Strong-Huttig Education Association
An affiliate of the AEA and NEA
What does membership in SHEA, AEA, and NEA Mean?
Our goal is to educate all children!!!!!
Help Us Bring Our Mission To Life!!!

The Arkansas Education Association

We, the members of the Arkansas Education Association, are the voice of the education professionals. Our work is fundamental to the state, and we accept the profound trust placed in us.

Our Vision as the AEA

Our vision is a great public school for every student.

Our Mission

Our mission is to advocate for education professionals and to unite our members and the state to fulfill the promise of public education to prepare every student to succeed in a diverse and interdependent world.

Our Core Values

These principles guide our work and define our mission:

Equal Opportunity– We believe public education is the gateway to opportunity. All students have the human and civil right to a quality public education that develops their potential, independence, and character.

A Just Society– We believe public education is vital to building respect for the worth, dignity, and equality of every individual in our diverse society.

Democracy– We believe that public education is the cornerstone of our republic. Public education provides individuals with the skills to be involved, informed, and engaged in our representative democracy.

Professionalism– We believe that the expertise and judgment of education professionals are critical to student success. We maintain the highest professional standards, and we expect the status, compensation, and respect due to professionals.

Partnership– We believe that partnerships with parents, families, communities, and other stakeholders are essential to quality public education and student success.

Collective Action– We believe individuals are strengthened when they work together for the common good. As education professionals, we improve both our professional status and the quality of public education when we unite and advocate collectively.

Adopted by the Arkansas Education Association's Representative Assembly in April 2007.



What does the AEA/NEA do for its members?

2008– We improved school funding for salaries and Pre-K and helped establish a professional licensure board.

2009– AEA’s legislative efforts helped to secure an extra $15 million a year for health insurance; made improvements to the Code of Ethics and the personnel policy committees; and stopped legislation to reduce planning time for teachers, Education Support Professionals break time and the public school minimum wage.

2010– The AEA worked with the Governor and our friends in the Arkansas General Assembly’s fiscal session to secure an increase in public school funding.

2011– The AEA worked with our friends in the Arkansas General Assembly and other public education stakeholders to pass the most comprehensive teacher evaluation and support system legislation in the state’s history. While avoiding several serious problems in the initial draft of the legislation, the AEA believes that Act 1209 of 2011 establishes a framework for a comprehensive teacher evaluation system with clear performance standards designed to help teachers enhance their own practices and improve student learning. The bill recognizes that student learning is the foundation of teacher effectiveness and that many factors impact student learning, not all of which are under the control of the teacher or the school, and that evidence of student leaning should not be limited to a single assessment.


Where NEA Stands with No Child Left Behind (NCLB)

 (NCLB) is the current incarnation of President Lyndon Johnson’s Elementary and Secondary Education Act of 1965 (ESEA), whose purpose was to raise achievement and close achievement gaps. NEA strongly supports these goals and is working to give all children great public schools. But educators know that NCLB as currently written can’t get us there.

NEA has made many proposals for rewriting and improving the law.

In brief:

—ESEA should promote innovation, high expectations, and encourage development of 21st century skills in public schools.

—ESEA should end the obsession with high-stakes, poor-quality tests by developing high-quality assessment systems that provide multiple ways for students to show what they have learned.

—ESEA should help provide great educators and school leaders for every student.

—ESEA should promote public education as a shared responsibility of parents, communities, educators, and policymakers.

—ESEA should provide increased funding to all states and school districts to meet the growing demand for globally-competitive education of U.S. students.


TASK STATEMENT:
Write out, exactly and only, the lines that run from the top of the records to the line with "pyautogui.click(x=<x>, y=<y>)". Include both ends; exclude pictures.

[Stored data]

──────

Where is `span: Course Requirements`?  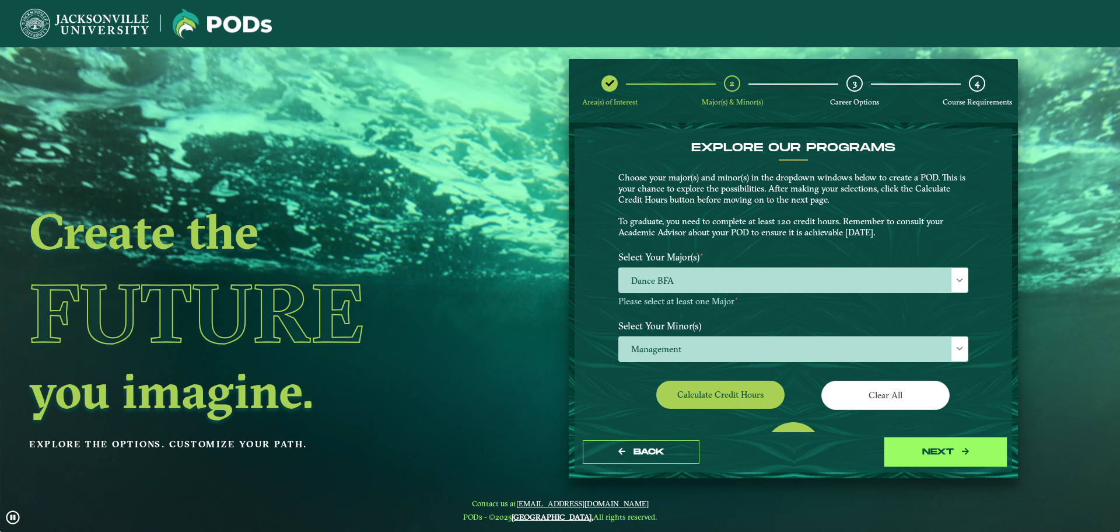
span: Course Requirements is located at coordinates (978, 102).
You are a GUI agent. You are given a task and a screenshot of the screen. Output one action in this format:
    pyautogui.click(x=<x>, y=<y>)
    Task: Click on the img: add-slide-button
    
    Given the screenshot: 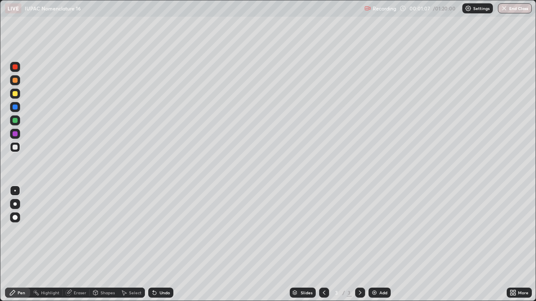 What is the action you would take?
    pyautogui.click(x=374, y=293)
    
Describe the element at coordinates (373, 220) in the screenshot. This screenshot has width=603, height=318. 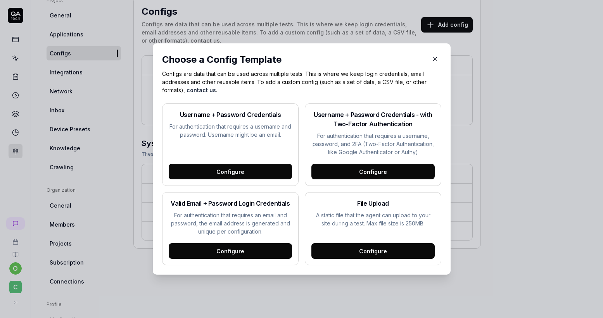
I see `p: A static file that the agent can upload to your site during a test. Max file size is 250MB.` at that location.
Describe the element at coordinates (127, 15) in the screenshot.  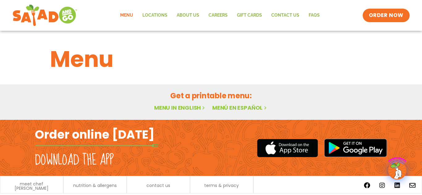
I see `a: Menu` at that location.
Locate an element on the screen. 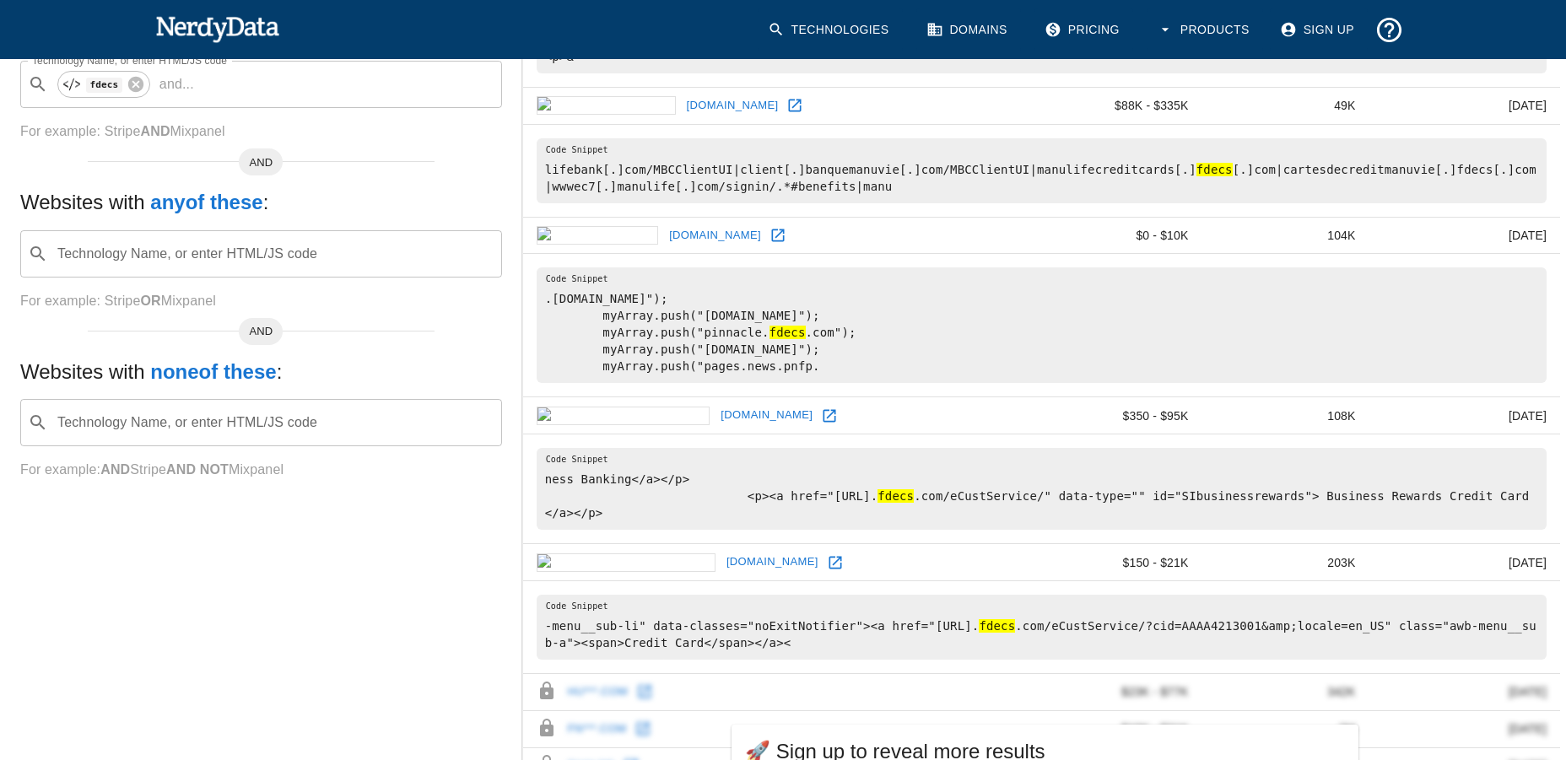  b: none of these is located at coordinates (213, 371).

──────

RESPONSE AREA:
Where is `span: Course Requirements`?  
span: Course Requirements is located at coordinates (978, 102).
You are a GUI agent. You are given a task and a screenshot of the screen. Output one action in this format:
    pyautogui.click(x=<x>, y=<y>)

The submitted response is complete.